TASK PROMPT: Search the listing below for the line containing "Task: Click on". From there through the line containing "Image resolution: width=507", transcribe every line exactly, both ends included.

=== Section Start ===

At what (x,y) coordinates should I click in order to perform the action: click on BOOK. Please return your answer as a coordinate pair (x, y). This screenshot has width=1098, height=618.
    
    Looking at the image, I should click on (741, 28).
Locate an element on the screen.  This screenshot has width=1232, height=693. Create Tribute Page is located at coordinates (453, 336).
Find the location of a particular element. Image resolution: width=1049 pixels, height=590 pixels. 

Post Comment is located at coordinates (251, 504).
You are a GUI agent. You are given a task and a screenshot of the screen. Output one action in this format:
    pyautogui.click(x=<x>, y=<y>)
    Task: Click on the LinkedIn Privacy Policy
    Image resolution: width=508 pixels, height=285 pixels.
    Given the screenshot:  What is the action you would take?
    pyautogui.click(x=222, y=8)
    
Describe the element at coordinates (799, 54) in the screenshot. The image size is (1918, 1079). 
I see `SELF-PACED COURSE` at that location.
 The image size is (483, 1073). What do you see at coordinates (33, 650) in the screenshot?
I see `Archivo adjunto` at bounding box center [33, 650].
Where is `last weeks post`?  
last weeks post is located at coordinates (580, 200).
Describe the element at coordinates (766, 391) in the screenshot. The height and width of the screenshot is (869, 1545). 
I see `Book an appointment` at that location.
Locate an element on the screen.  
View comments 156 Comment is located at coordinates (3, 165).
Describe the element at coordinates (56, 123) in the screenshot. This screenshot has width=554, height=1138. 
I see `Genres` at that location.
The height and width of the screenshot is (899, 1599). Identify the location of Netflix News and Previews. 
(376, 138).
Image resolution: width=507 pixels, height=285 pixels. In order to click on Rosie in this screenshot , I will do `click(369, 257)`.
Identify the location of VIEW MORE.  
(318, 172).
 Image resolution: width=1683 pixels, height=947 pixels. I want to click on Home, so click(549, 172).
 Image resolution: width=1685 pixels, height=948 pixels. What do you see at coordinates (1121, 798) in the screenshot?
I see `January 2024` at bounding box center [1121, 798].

=== Section End ===

EXERCISE ANSWER:
    Task: Click on the LinkedIn Privacy Policy
    Image resolution: width=508 pixels, height=285 pixels.
    Given the screenshot:  What is the action you would take?
    pyautogui.click(x=222, y=8)
    
Describe the element at coordinates (799, 54) in the screenshot. The image size is (1918, 1079). 
I see `SELF-PACED COURSE` at that location.
 The image size is (483, 1073). What do you see at coordinates (33, 650) in the screenshot?
I see `Archivo adjunto` at bounding box center [33, 650].
Where is `last weeks post`?  
last weeks post is located at coordinates (580, 200).
Describe the element at coordinates (766, 391) in the screenshot. The height and width of the screenshot is (869, 1545). 
I see `Book an appointment` at that location.
Locate an element on the screen.  
View comments 156 Comment is located at coordinates (3, 165).
Describe the element at coordinates (56, 123) in the screenshot. This screenshot has width=554, height=1138. 
I see `Genres` at that location.
The height and width of the screenshot is (899, 1599). Identify the location of Netflix News and Previews. 
(376, 138).
Image resolution: width=507 pixels, height=285 pixels. In order to click on Rosie in this screenshot , I will do `click(369, 257)`.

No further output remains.